Food Manufacturing Challenges – Look and Taste

     Ever wonder why the burger you get at your favorite fast food chain never looks like the one on TV?  The bun isn’t fluffy, the beef patty doesn’t make it to the edges, and the lettuce is anything but crisp.  Well, it’s because a professional known as a Food Stylist, working together with a professional marketing firm and production crew, has painstakingly created the beautiful, bright and balanced burger used to lure you in.  The process can take days or even weeks to create and has nothing to do with reality.  The burger you’re really going to get will look more like a gorilla sat on it.

     Many of the same issues must be dealt with when mass producing food.  Chances are human hands will never even touch the product, like they did when creating the prototype in the test kitchen.  In the world of food manufacturing, the “look” part can be extremely challenging.  How do you get machines and production lines to create visually appealing food that entices prospective buyers to make an investment in it?  How do you get it to taste good, or at least acceptable to the palate?

     The “taste” part of food manufacturing can be even more challenging.  For example, in the test kitchen of a pastry product manufacturer, a recipe will be developed using home pantry products like flour, butter, and eggs.  Ever made bread or a pie crust?  The stickiness factor is enough to drive many insane.  Even nimble human fingers have a hard time dealing with it.  Now enter food processing machinery and conveyor belts into the scenario.  This brings the possibility of stickiness to a whole new level.  Huge messes that gum up the machinery are common, and production line shutdowns are the result.

     When faced with these challenges, plant engineers have to work closely with chefs in the R&D kitchen to come up with some sort of compromise in the recipe or final form of the food product.  The goal is to cost effectively produce food products acceptable to consumers for purchase, and it’s often an iterative process involving many successive changes to recipes and equipment designs, coupled with a lot of testing and retesting, before success is finally met.  If testing ultimately proves that the product appeals to consumers’ tastes and flows nicely through production lines, then there’s a good chance it will be a commercial success.  In any case, cost is the dictating factor as to whether the food product will successfully make it onto the shelves of your supermarket.  A margin of profit must be made. 

     But this success is only part of the design process.  Before full commercial production can commence, processing equipment and production lines must be designed so that they:

  1. Are easy to clean at the end of the production run.
  2. Don’t contaminate the food during operation.
  3. Are easy to operate and maintain.
  4. Can be easily modified to make other products.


WHAT TO PRODUCE: From the listing below, copy each line that holds "with".

• • • •

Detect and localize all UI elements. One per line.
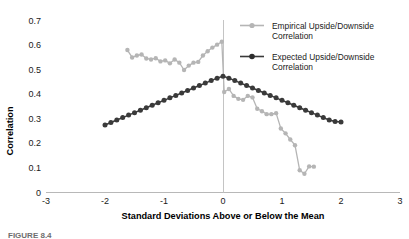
data-point [327, 118, 332, 123]
data-point [256, 88, 261, 93]
data-point [339, 120, 344, 125]
data-point [231, 94, 235, 98]
x-tick-label: 2 [338, 196, 343, 206]
data-point [303, 108, 308, 113]
data-point [126, 113, 131, 118]
data-point [274, 111, 278, 115]
data-point [144, 56, 148, 60]
data-point [201, 53, 205, 57]
data-point [150, 103, 155, 108]
data-point [279, 126, 283, 130]
y-tick-label: 0.1 [28, 163, 41, 173]
correlation-line-chart: 0.7 0.6 0.5 0.4 0.3 0.2 0.1 0 Correlatio… [0, 0, 409, 239]
y-axis-title: Correlation [5, 106, 15, 155]
data-point [241, 98, 245, 102]
x-tick-label: -1 [160, 196, 168, 206]
data-point [156, 100, 161, 105]
data-point [285, 100, 290, 105]
data-point [333, 119, 338, 124]
legend-item-expected[interactable]: Expected Upside/Downside Correlation [240, 52, 375, 73]
data-point [197, 83, 202, 88]
data-point [283, 131, 287, 135]
data-point [154, 56, 158, 60]
data-point [179, 90, 184, 95]
data-point [149, 57, 153, 61]
data-point [103, 122, 108, 127]
data-point [250, 95, 254, 99]
data-point [255, 107, 259, 111]
data-point [302, 172, 306, 176]
data-point [168, 61, 172, 65]
x-axis-tick-labels: -3 -2 -1 0 1 2 3 [42, 196, 403, 206]
data-point [114, 118, 119, 123]
data-point [203, 81, 208, 86]
legend-label-expected-line1: Expected Upside/Downside [272, 52, 375, 62]
data-point [205, 49, 209, 53]
data-point [144, 105, 149, 110]
data-point [196, 60, 200, 64]
data-point [268, 93, 273, 98]
data-point [238, 81, 243, 86]
x-tick-label: -3 [42, 196, 50, 206]
y-tick-label: 0.5 [28, 65, 41, 75]
data-point [108, 120, 113, 125]
x-tick-label: 3 [397, 196, 402, 206]
data-point [291, 103, 296, 108]
data-point [163, 58, 167, 62]
data-point [130, 55, 134, 59]
legend-item-empirical[interactable]: Empirical Upside/Downside Correlation [240, 21, 374, 42]
data-point [173, 93, 178, 98]
data-point [215, 76, 220, 81]
data-point [220, 39, 224, 43]
data-point [232, 78, 237, 83]
x-tick-label: 1 [279, 196, 284, 206]
data-point [191, 60, 195, 64]
data-point [260, 109, 264, 113]
data-point [293, 143, 297, 147]
x-tick-label: -2 [101, 196, 109, 206]
data-point [209, 78, 214, 83]
data-point [226, 76, 231, 81]
y-tick-label: 0.4 [28, 89, 41, 99]
data-point [125, 48, 129, 52]
y-tick-label: 0.7 [28, 16, 41, 26]
data-point [167, 95, 172, 100]
data-point [210, 45, 214, 49]
data-point [222, 90, 226, 94]
legend-marker-empirical [249, 23, 254, 28]
data-point [177, 60, 181, 64]
y-tick-label: 0 [36, 188, 41, 198]
data-point [307, 164, 311, 168]
data-point [135, 53, 139, 57]
data-point [139, 52, 143, 56]
legend-label-expected-line2: Correlation [272, 62, 313, 72]
chart-legend: Empirical Upside/Downside Correlation Ex… [240, 21, 375, 73]
x-tick-label: 0 [220, 196, 225, 206]
data-point [297, 105, 302, 110]
y-tick-label: 0.6 [28, 40, 41, 50]
data-point [221, 74, 226, 79]
data-point [274, 95, 279, 100]
y-tick-label: 0.3 [28, 114, 41, 124]
data-point [298, 168, 302, 172]
legend-label-empirical-line1: Empirical Upside/Downside [272, 21, 374, 31]
data-point [321, 115, 326, 120]
data-point [215, 42, 219, 46]
legend-label-empirical-line2: Correlation [272, 31, 313, 41]
data-point [269, 112, 273, 116]
data-point [138, 108, 143, 113]
data-point [120, 115, 125, 120]
data-point [288, 137, 292, 141]
data-point [162, 98, 167, 103]
data-point [250, 86, 255, 91]
data-point [236, 97, 240, 101]
x-axis-title: Standard Deviations Above or Below the M… [122, 211, 325, 221]
axes-group [46, 20, 400, 193]
data-point [227, 87, 231, 91]
y-tick-label: 0.2 [28, 138, 41, 148]
data-point [132, 110, 137, 115]
data-point [280, 98, 285, 103]
figure-caption: FIGURE 8.4 [8, 231, 52, 239]
data-point [182, 68, 186, 72]
data-point [187, 63, 191, 67]
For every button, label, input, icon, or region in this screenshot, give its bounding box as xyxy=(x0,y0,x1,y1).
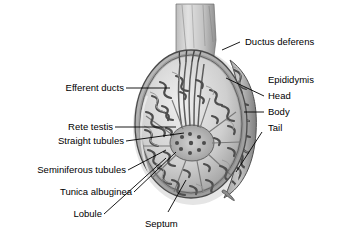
label-seminiferous-tubules: Seminiferous tubules xyxy=(0,164,126,175)
label-lobule: Lobule xyxy=(0,208,102,219)
anatomy-figure: Efferent ducts Rete testis Straight tubu… xyxy=(0,0,346,241)
label-efferent-ducts: Efferent ducts xyxy=(0,82,124,93)
spermatic-cord xyxy=(176,4,216,56)
label-head: Head xyxy=(268,90,291,101)
label-body: Body xyxy=(268,106,290,117)
label-septum: Septum xyxy=(145,218,178,229)
rete-testis xyxy=(170,125,214,161)
leader-ductus-deferens xyxy=(222,42,240,50)
label-tail: Tail xyxy=(268,122,282,133)
label-ductus-deferens: Ductus deferens xyxy=(245,36,314,47)
label-tunica-albuginea: Tunica albuginea xyxy=(0,186,132,197)
label-epididymis: Epididymis xyxy=(268,74,314,85)
label-rete-testis: Rete testis xyxy=(0,121,113,132)
label-straight-tubules: Straight tubules xyxy=(0,135,124,146)
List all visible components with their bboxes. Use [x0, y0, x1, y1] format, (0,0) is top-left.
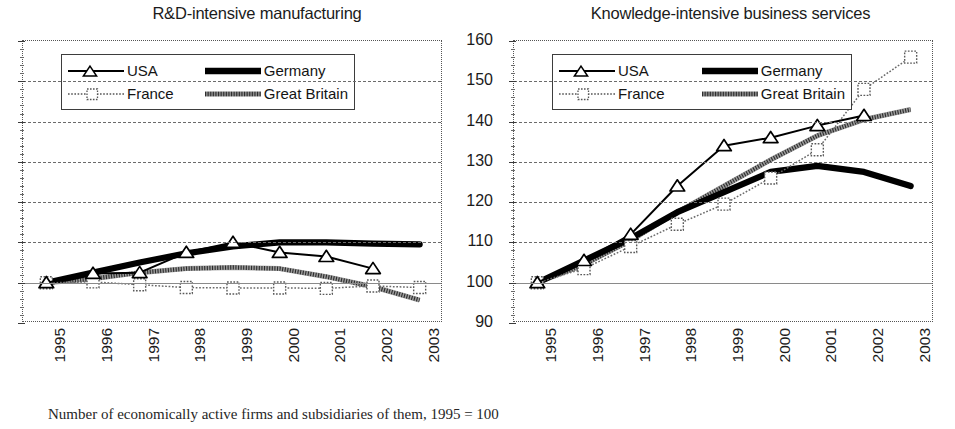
- y-axis-minor-tick: [511, 154, 515, 155]
- hatched-line-icon: [205, 87, 261, 101]
- baseline-100: [23, 283, 441, 284]
- baseline-100: [514, 283, 932, 284]
- x-axis-tick-label: 2001: [822, 328, 840, 362]
- y-axis-minor-tick: [20, 114, 24, 115]
- y-axis-minor-tick: [20, 275, 24, 276]
- y-axis-minor-tick: [511, 275, 515, 276]
- y-axis-tick: [509, 202, 516, 203]
- y-axis-minor-tick: [20, 267, 24, 268]
- y-axis-tick-label: 100: [466, 274, 493, 290]
- chart-title-right: Knowledge-intensive business services: [478, 4, 955, 23]
- y-axis-minor-tick: [20, 154, 24, 155]
- y-axis-minor-tick: [20, 73, 24, 74]
- legend-item-great-britain: Great Britain: [702, 82, 845, 105]
- legend-item-usa: USA: [559, 59, 698, 82]
- y-axis-minor-tick: [511, 226, 515, 227]
- x-axis-labels-left: 199519961997199819992000200120022003: [22, 326, 442, 396]
- x-axis-tick-label: 2000: [776, 328, 794, 362]
- y-axis-minor-tick: [511, 170, 515, 171]
- gridline: [514, 81, 932, 82]
- y-axis-tick: [509, 323, 516, 324]
- y-axis-minor-tick: [20, 65, 24, 66]
- gridline: [23, 162, 441, 163]
- y-axis-tick: [18, 122, 25, 123]
- legend-item-france: France: [68, 82, 201, 105]
- data-point-marker: [227, 282, 239, 294]
- y-axis-tick-label: 110: [467, 233, 493, 249]
- gridline: [514, 162, 932, 163]
- y-axis-minor-tick: [20, 234, 24, 235]
- x-axis-tick-label: 2001: [331, 328, 349, 362]
- y-axis-minor-tick: [20, 250, 24, 251]
- y-axis-minor-tick: [20, 49, 24, 50]
- gridline: [514, 122, 932, 123]
- dotted-line-square-marker-icon: [68, 87, 124, 101]
- y-axis-minor-tick: [511, 49, 515, 50]
- y-axis-minor-tick: [20, 105, 24, 106]
- y-axis-minor-tick: [511, 194, 515, 195]
- x-axis-tick-label: 2000: [285, 328, 303, 362]
- legend-label-germany: Germany: [264, 63, 326, 78]
- line-triangle-marker-icon: [68, 64, 124, 78]
- y-axis-tick: [509, 41, 516, 42]
- y-axis-minor-tick: [20, 186, 24, 187]
- y-axis-minor-tick: [511, 146, 515, 147]
- thick-solid-line-icon: [205, 64, 261, 78]
- x-axis-tick-label: 1997: [636, 328, 654, 362]
- chart-title-left: R&D-intensive manufacturing: [0, 4, 496, 23]
- y-axis-minor-tick: [511, 299, 515, 300]
- y-axis-tick: [509, 81, 516, 82]
- y-axis-tick: [18, 283, 25, 284]
- legend-label-germany: Germany: [761, 63, 823, 78]
- legend-item-france: France: [559, 82, 698, 105]
- y-axis-tick-label: 150: [466, 72, 493, 88]
- y-axis-minor-tick: [511, 250, 515, 251]
- y-axis-minor-tick: [20, 178, 24, 179]
- legend-label-great-britain: Great Britain: [761, 86, 845, 101]
- line-triangle-marker-icon: [559, 64, 615, 78]
- y-axis-minor-tick: [511, 210, 515, 211]
- y-axis-minor-tick: [20, 315, 24, 316]
- x-axis-tick-label: 2002: [869, 328, 887, 362]
- data-point-marker: [857, 109, 872, 120]
- y-axis-tick: [509, 283, 516, 284]
- y-axis-minor-tick: [511, 130, 515, 131]
- x-axis-tick-label: 1995: [51, 328, 69, 362]
- y-axis-minor-tick: [20, 146, 24, 147]
- y-axis-minor-tick: [20, 130, 24, 131]
- y-axis-minor-tick: [511, 57, 515, 58]
- y-axis-tick: [18, 81, 25, 82]
- y-axis-minor-tick: [511, 89, 515, 90]
- legend-item-great-britain: Great Britain: [205, 82, 348, 105]
- y-axis-tick-label: 120: [466, 193, 493, 209]
- y-axis-minor-tick: [511, 315, 515, 316]
- gridline: [514, 242, 932, 243]
- y-axis-tick-label: 130: [466, 153, 493, 169]
- legend-item-germany: Germany: [205, 59, 348, 82]
- data-point-marker: [134, 279, 146, 291]
- y-axis-minor-tick: [511, 65, 515, 66]
- y-axis-minor-tick: [20, 259, 24, 260]
- data-point-marker: [858, 83, 870, 95]
- legend-item-germany: Germany: [702, 59, 845, 82]
- y-axis-tick-label: 90: [475, 314, 493, 330]
- y-axis-minor-tick: [511, 291, 515, 292]
- data-point-marker: [905, 51, 917, 63]
- x-axis-tick-label: 1998: [682, 328, 700, 362]
- figure-caption: Number of economically active firms and …: [48, 406, 928, 423]
- y-axis-tick-label: 140: [466, 113, 493, 129]
- x-axis-tick-label: 1998: [191, 328, 209, 362]
- y-axis-minor-tick: [511, 97, 515, 98]
- y-axis-minor-tick: [511, 73, 515, 74]
- data-point-marker: [671, 218, 683, 230]
- y-axis-tick: [18, 323, 25, 324]
- x-axis-tick-label: 2003: [916, 328, 934, 362]
- x-axis-tick-label: 2002: [378, 328, 396, 362]
- legend-label-france: France: [618, 86, 665, 101]
- y-axis-minor-tick: [511, 234, 515, 235]
- gridline: [23, 202, 441, 203]
- y-axis-tick: [509, 242, 516, 243]
- gridline: [23, 122, 441, 123]
- y-axis-minor-tick: [20, 299, 24, 300]
- y-axis-minor-tick: [511, 259, 515, 260]
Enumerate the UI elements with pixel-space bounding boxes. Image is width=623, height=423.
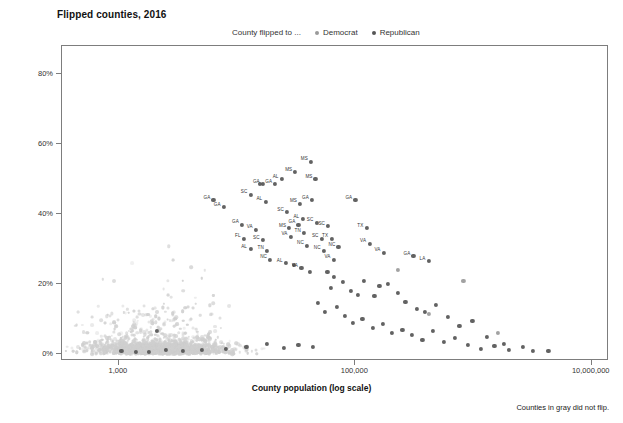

• • • •

EXERCISE SOLUTION:
List all visible components with their bboxes. Use [x0, y0, x1, y1] format, (0,0) is top-left.
Enumerate the UI elements with pixel-space bounding boxes. Image is width=623, height=423.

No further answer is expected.